Sunday, December 22, 2024 Text is available under the CC BY-SA 3.0 licence.

Rudyard Kipling

« All quotes from this author
 

To the legion of the lost ones, to the cohort of the damned,
To my brethren in their sorrow overseas,
Sings a gentleman of England cleanly bred, machinely crammed,
And a trooper of the Empress, if you please.
--
Gentlemen-Rankers, Stanza 1.

 
Rudyard Kipling

» Rudyard Kipling - all quotes »



Tags: Rudyard Kipling Quotes, Authors starting by K


Similar quotes

 

He then gave a hideous laugh and added that, if anybody was interested in his plans, he was going to join the Foreign Legion, that cohort of the damned in which broken men may toil and die and dying, forget. ‘Beau Widgeon?’ said the Egg, impressed. ‘What ho!’

 
P. G. Wodehouse
 

'Tis well enough for a servant to be bred at an University. But the education is a little too pedantic for a gentleman.

 
William Congreve
 

One of us sings in the street, and we listen to him;
The words ring over us like vague bells of sorrow.
He sings of a house he lived in long ago.
It is strange; this house of dust was the house I lived in;
The house you lived in, the house that all of us know.

 
Conrad Aiken
 

It has been a damned serious business... Blucher and I have lost 30,000 men. It has been a damned nice thing — the nearest run thing you ever saw in your life. ... By God! I don't think it would have been done if I had not been there.

 
1st Duke of Wellington
 

"And we've had four more years pass where the age cohort that is most Democratic and most pro-statist, are those people who turned 21 years of age between 1932 and 1952--Great Depression, New Deal, World War II--Social Security, the draft--all that stuff. That age cohort is now between the ages of 70 and 90 years old, and every year 2 million of them die. So 8 million people from that age cohort have passed away since the last election; that means, net, maybe 1 million Democrats have disappeared--and even the Republicans in that age group. [...] You know, some Bismarck, German thing, okay? Very un-American. Very unusual for America. The reaction to Great Depression, World War II, and so on: Centralization--not as much centralization as the rest of the world got, but much more than is usual in America. We've spent a lot of time dismantling some of that and moving away from that level of regimentation: getting rid of the draft."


# Task directions
Images are to be left out; everything else in the listing should be repeated exactly.
-- Opening Marker --
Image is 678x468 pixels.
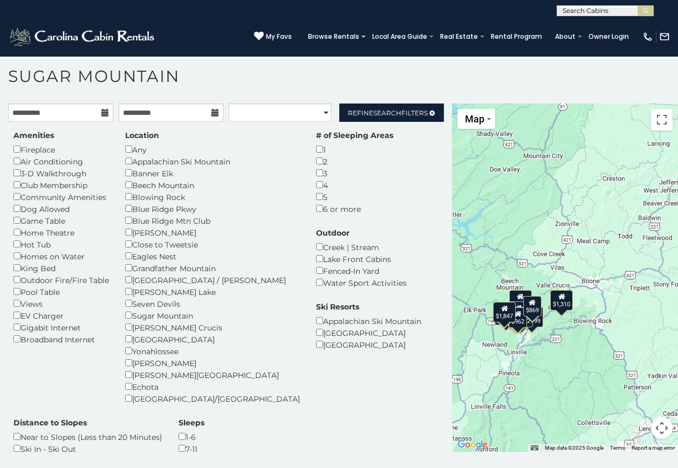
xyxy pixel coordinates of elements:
[509,308,527,328] div: $962
[510,307,533,328] div: $1,962
[13,155,109,167] div: Air Conditioning
[493,302,516,323] div: $1,847
[179,443,205,455] div: 7-11
[13,167,109,179] div: 3-D Walkthrough
[316,144,393,155] div: 1
[13,298,109,310] div: Views
[13,144,109,155] div: Fireplace
[13,179,109,191] div: Club Membership
[316,265,407,277] div: Fenced-In Yard
[373,109,401,117] span: Search
[125,250,300,262] div: Eagles Nest
[659,31,670,42] img: mail-regular-white.png
[13,130,54,141] label: Amenities
[125,227,300,238] div: [PERSON_NAME]
[13,262,109,274] div: King Bed
[125,203,300,215] div: Blue Ridge Pkwy
[125,167,300,179] div: Banner Elk
[316,315,421,327] div: Appalachian Ski Mountain
[125,238,300,250] div: Close to Tweetsie
[13,203,109,215] div: Dog Allowed
[13,215,109,227] div: Game Table
[509,290,531,311] div: $4,193
[632,445,675,451] a: Report a map error
[583,29,635,44] a: Owner Login
[125,357,300,369] div: [PERSON_NAME]
[13,443,162,455] div: Ski In - Ski Out
[125,144,300,155] div: Any
[651,109,673,131] button: Toggle fullscreen view
[435,29,483,44] a: Real Estate
[545,445,604,451] span: Map data ©2025 Google
[125,262,300,274] div: Grandfather Mountain
[550,29,581,44] a: About
[8,26,158,47] img: White-1-2.png
[125,191,300,203] div: Blowing Rock
[125,333,300,345] div: [GEOGRAPHIC_DATA]
[125,179,300,191] div: Beech Mountain
[13,418,87,428] label: Distance to Slopes
[13,250,109,262] div: Homes on Water
[520,307,543,328] div: $1,799
[316,228,350,238] label: Outdoor
[125,381,300,393] div: Echota
[550,290,573,311] div: $1,310
[13,333,109,345] div: Broadband Internet
[339,104,445,122] a: RefineSearchFilters
[316,253,407,265] div: Lake Front Cabins
[316,302,359,312] label: Ski Resorts
[13,274,109,286] div: Outdoor Fire/Fire Table
[13,310,109,322] div: EV Charger
[125,286,300,298] div: [PERSON_NAME] Lake
[507,302,530,322] div: $1,399
[465,113,485,125] span: Map
[316,130,393,141] label: # of Sleeping Areas
[610,445,625,451] a: Terms (opens in new tab)
[179,418,205,428] label: Sleeps
[316,155,393,167] div: 2
[316,191,393,203] div: 5
[455,438,490,452] a: Open this area in Google Maps (opens a new window)
[316,339,421,351] div: [GEOGRAPHIC_DATA]
[13,191,109,203] div: Community Amenities
[316,327,421,339] div: [GEOGRAPHIC_DATA]
[523,296,541,317] div: $869
[125,322,300,333] div: [PERSON_NAME] Crucis
[303,29,365,44] a: Browse Rentals
[316,203,393,215] div: 6 or more
[316,241,407,253] div: Creek | Stream
[643,31,653,42] img: phone-regular-white.png
[125,298,300,310] div: Seven Devils
[486,29,548,44] a: Rental Program
[316,167,393,179] div: 3
[13,286,109,298] div: Pool Table
[125,215,300,227] div: Blue Ridge Mtn Club
[651,418,673,439] button: Map camera controls
[125,274,300,286] div: [GEOGRAPHIC_DATA] / [PERSON_NAME]
[125,310,300,322] div: Sugar Mountain
[316,179,393,191] div: 4
[13,431,162,443] div: Near to Slopes (Less than 20 Minutes)
[13,322,109,333] div: Gigabit Internet
[125,393,300,405] div: [GEOGRAPHIC_DATA]/[GEOGRAPHIC_DATA]
[254,31,292,42] a: My Favs
[266,32,292,42] span: My Favs
[125,155,300,167] div: Appalachian Ski Mountain
[455,438,490,452] img: Google
[13,227,109,238] div: Home Theatre
[316,277,407,289] div: Water Sport Activities
[458,109,495,129] button: Change map style
[13,238,109,250] div: Hot Tub
[348,109,428,117] span: Refine Filters
[125,345,300,357] div: Yonahlossee
[531,445,539,452] button: Keyboard shortcuts
[179,431,205,443] div: 1-6
[125,130,159,141] label: Location
[367,29,433,44] a: Local Area Guide
[125,369,300,381] div: [PERSON_NAME][GEOGRAPHIC_DATA]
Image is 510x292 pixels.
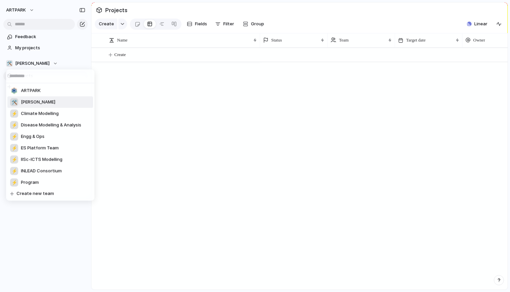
-- Closing Marker --
# Task output
Image is 678x468 pixels.
xyxy pixel coordinates of elements:
[509,308,527,328] div: $962
[510,307,533,328] div: $1,962
[13,155,109,167] div: Air Conditioning
[493,302,516,323] div: $1,847
[179,443,205,455] div: 7-11
[13,167,109,179] div: 3-D Walkthrough
[316,144,393,155] div: 1
[13,298,109,310] div: Views
[13,144,109,155] div: Fireplace
[13,179,109,191] div: Club Membership
[316,265,407,277] div: Fenced-In Yard
[373,109,401,117] span: Search
[125,250,300,262] div: Eagles Nest
[659,31,670,42] img: mail-regular-white.png
[13,130,54,141] label: Amenities
[125,227,300,238] div: [PERSON_NAME]
[13,262,109,274] div: King Bed
[125,203,300,215] div: Blue Ridge Pkwy
[125,167,300,179] div: Banner Elk
[316,315,421,327] div: Appalachian Ski Mountain
[125,238,300,250] div: Close to Tweetsie
[13,203,109,215] div: Dog Allowed
[13,215,109,227] div: Game Table
[509,290,531,311] div: $4,193
[632,445,675,451] a: Report a map error
[583,29,635,44] a: Owner Login
[125,357,300,369] div: [PERSON_NAME]
[13,443,162,455] div: Ski In - Ski Out
[125,144,300,155] div: Any
[651,109,673,131] button: Toggle fullscreen view
[435,29,483,44] a: Real Estate
[545,445,604,451] span: Map data ©2025 Google
[125,262,300,274] div: Grandfather Mountain
[550,29,581,44] a: About
[8,26,158,47] img: White-1-2.png
[125,191,300,203] div: Blowing Rock
[125,333,300,345] div: [GEOGRAPHIC_DATA]
[125,179,300,191] div: Beech Mountain
[13,418,87,428] label: Distance to Slopes
[13,250,109,262] div: Homes on Water
[520,307,543,328] div: $1,799
[316,228,350,238] label: Outdoor
[125,381,300,393] div: Echota
[550,290,573,311] div: $1,310
[13,333,109,345] div: Broadband Internet
[339,104,445,122] a: RefineSearchFilters
[316,253,407,265] div: Lake Front Cabins
[316,302,359,312] label: Ski Resorts
[13,274,109,286] div: Outdoor Fire/Fire Table
[13,310,109,322] div: EV Charger
[125,286,300,298] div: [PERSON_NAME] Lake
[507,302,530,322] div: $1,399
[465,113,485,125] span: Map
[316,130,393,141] label: # of Sleeping Areas
[610,445,625,451] a: Terms (opens in new tab)
[179,418,205,428] label: Sleeps
[316,155,393,167] div: 2
[316,191,393,203] div: 5
[455,438,490,452] a: Open this area in Google Maps (opens a new window)
[316,339,421,351] div: [GEOGRAPHIC_DATA]
[13,191,109,203] div: Community Amenities
[316,327,421,339] div: [GEOGRAPHIC_DATA]
[523,296,541,317] div: $869
[125,322,300,333] div: [PERSON_NAME] Crucis
[303,29,365,44] a: Browse Rentals
[316,203,393,215] div: 6 or more
[316,241,407,253] div: Creek | Stream
[643,31,653,42] img: phone-regular-white.png
[125,298,300,310] div: Seven Devils
[486,29,548,44] a: Rental Program
[316,167,393,179] div: 3
[13,286,109,298] div: Pool Table
[125,215,300,227] div: Blue Ridge Mtn Club
[651,418,673,439] button: Map camera controls
[125,274,300,286] div: [GEOGRAPHIC_DATA] / [PERSON_NAME]
[125,310,300,322] div: Sugar Mountain
[316,179,393,191] div: 4
[13,431,162,443] div: Near to Slopes (Less than 20 Minutes)
[13,322,109,333] div: Gigabit Internet
[125,393,300,405] div: [GEOGRAPHIC_DATA]/[GEOGRAPHIC_DATA]
[254,31,292,42] a: My Favs
[266,32,292,42] span: My Favs
[125,155,300,167] div: Appalachian Ski Mountain
[455,438,490,452] img: Google
[13,227,109,238] div: Home Theatre
[316,277,407,289] div: Water Sport Activities
[458,109,495,129] button: Change map style
[13,238,109,250] div: Hot Tub
[348,109,428,117] span: Refine Filters
[125,345,300,357] div: Yonahlossee
[531,445,539,452] button: Keyboard shortcuts
[179,431,205,443] div: 1-6
[125,130,159,141] label: Location
[367,29,433,44] a: Local Area Guide
[125,369,300,381] div: [PERSON_NAME][GEOGRAPHIC_DATA]
Image is 510x292 pixels.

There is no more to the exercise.